GFS2

GFS2
Developer(s)Red Hat
Full nameGlobal File System 2
Introduced2005 with Linux 2.6.19
Structures
Directory contentsHashed (small directories stuffed into inode)
File allocationbitmap (resource groups)
Bad blocksNo
Limits
Max no. of filesVariable
Max filename length255 bytes
Allowed filename
characters
All except NUL
Features
Dates recordedattribute modification (ctime), modification (mtime), access (atime)
Date resolutionNanosecond
AttributesNo-atime, journaled data (regular files only), inherit journaled data (directories only), synchronous-write, append-only, immutable, exhash (dirs only, read only)
File system
permissions
Unix permissions, ACLs and arbitrary security attributes
Transparent
compression
No
Transparent
encryption
No
Data deduplicationacross nodes only
Other
Supported
operating systems
Linux
GFS
Developer(s)Red Hat (formerly, Sistina Software)
Full nameGlobal File System
Introduced1996 with IRIX (1996), Linux (1997)
Structures
Directory contentsHashed (small directories stuffed into inode)
File allocationbitmap (resource groups)
Bad blocksNo
Limits
Max no. of filesVariable
Max filename length255 bytes
Allowed filename
characters
All except NUL
Features
Dates recordedattribute modification (ctime), modification (mtime), access (atime)
Date resolution1s
AttributesNo-atime, journaled data (regular files only), inherit journaled data (directories only), synchronous-write, append-only, immutable, exhash (dirs only, read only)
File system
permissions
Unix permissions, ACLs
Transparent
compression
No
Transparent
encryption
No
Data deduplicationacross nodes only
Other
Supported
operating systems
IRIX (now obsolete), FreeBSD (now obsolete), Linux

In computing, the Global File System 2 or GFS2 is a shared-disk file system for Linux computer clusters. GFS2 allows all members of a cluster to have direct concurrent access to the same shared block storage, in contrast to distributed file systems which distribute data throughout the cluster. GFS2 can also be used as a local file system on a single computer.

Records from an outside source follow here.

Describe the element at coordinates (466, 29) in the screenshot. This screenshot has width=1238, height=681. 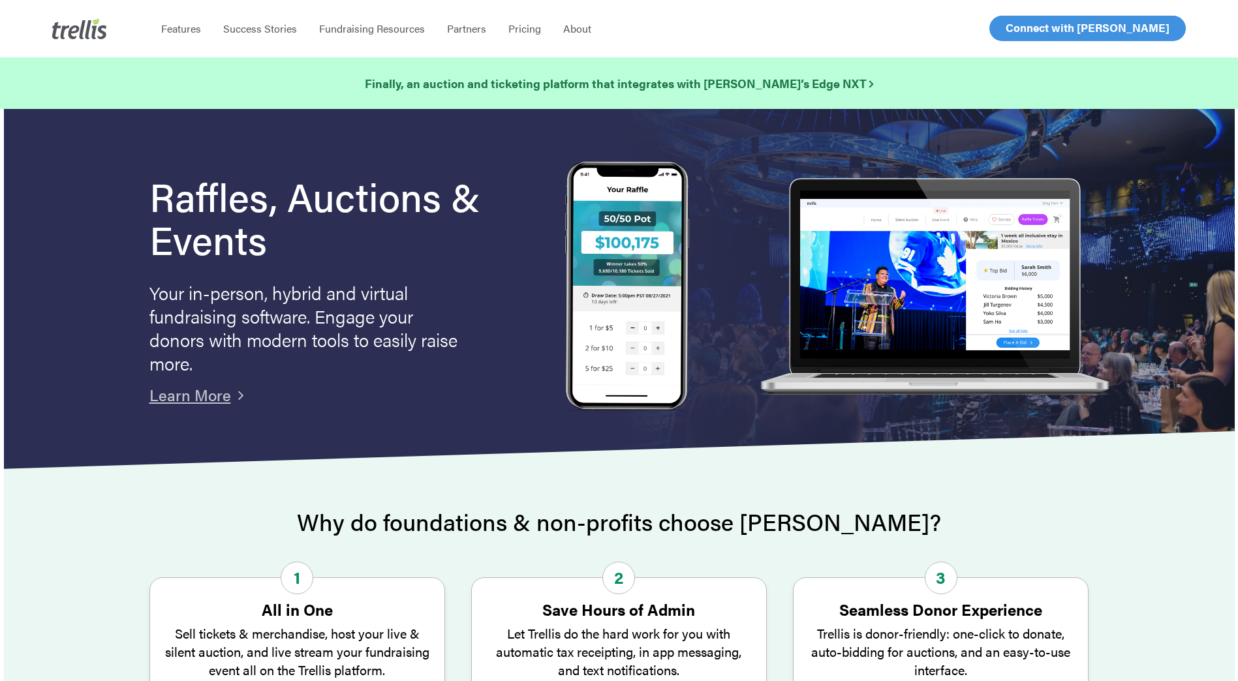
I see `a: Partners` at that location.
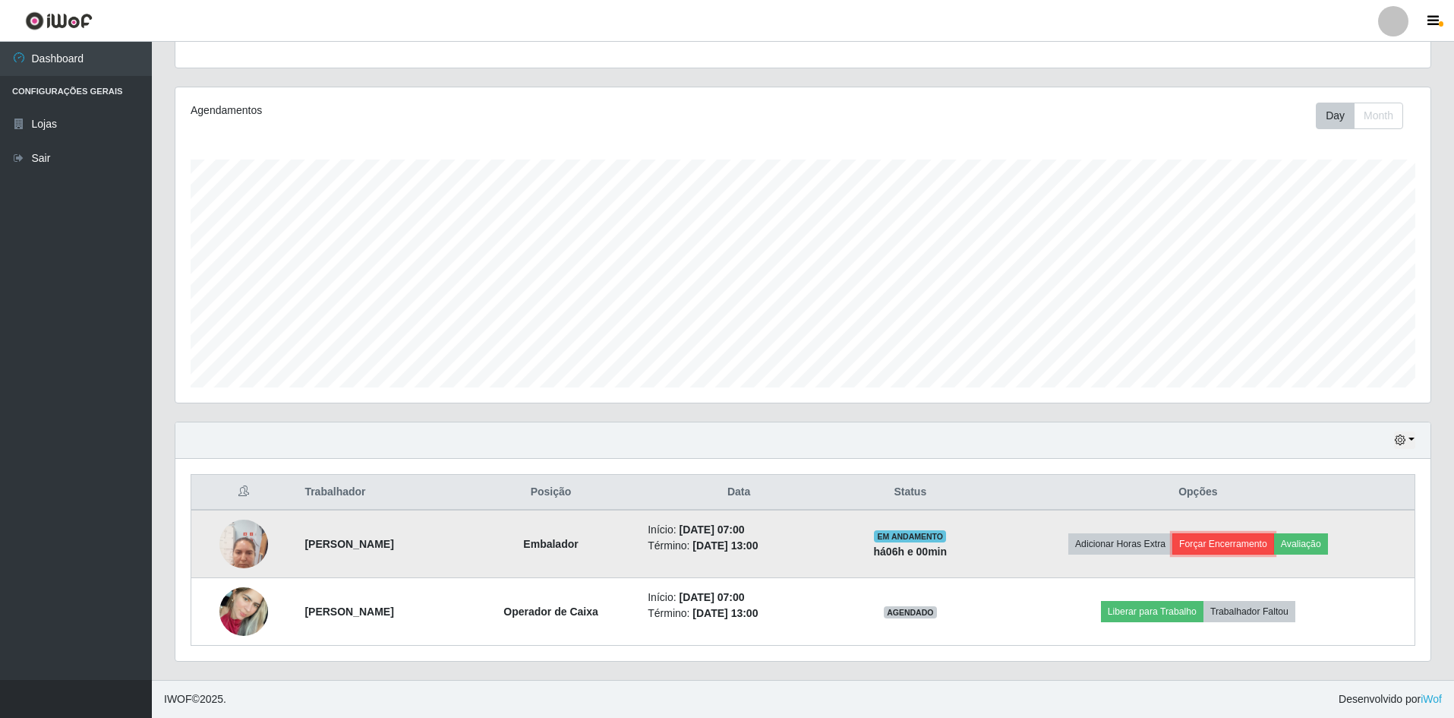 Image resolution: width=1454 pixels, height=718 pixels. What do you see at coordinates (1359, 115) in the screenshot?
I see `div: First group` at bounding box center [1359, 115].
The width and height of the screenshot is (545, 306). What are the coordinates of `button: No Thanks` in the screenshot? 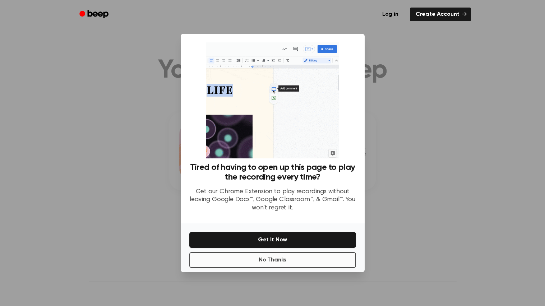 It's located at (273, 260).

GFS2 has no disconnected operating-mode, and no client or server roles. All nodes in a GFS2 cluster function as peers. Using GFS2 in a cluster requires hardware to allow access to the shared storage, and a lock manager to control access to the storage. The lock manager operates as a separate module: thus GFS2 can use the Distributed Lock Manager (DLM) for cluster configurations and the "nolock" lock manager for local filesystems. Older versions of GFS also support GULM, a server-based lock manager which implements redundancy via failover.

GFS and GFS2 are free software, distributed under the terms of the GNU General Public License.[1][2]

  1. ^ Teigland, David (29 June 2004). "Symmetric Cluster Architecture and Component Technical Specifications" (PDF). Red Hat Inc. Retrieved 2007-08-03. {{cite journal}}: Cite journal requires |journal= (help)
  2. ^ Soltis, Steven R.; Erickson, Grant M.; Preslan, Kenneth W. (1997). "The Global File System: A File System for Shared Disk Storage" (PDF). IEEE Transactions on Parallel and Distributed Systems. Archived from the original (PDF) on 2004-04-15.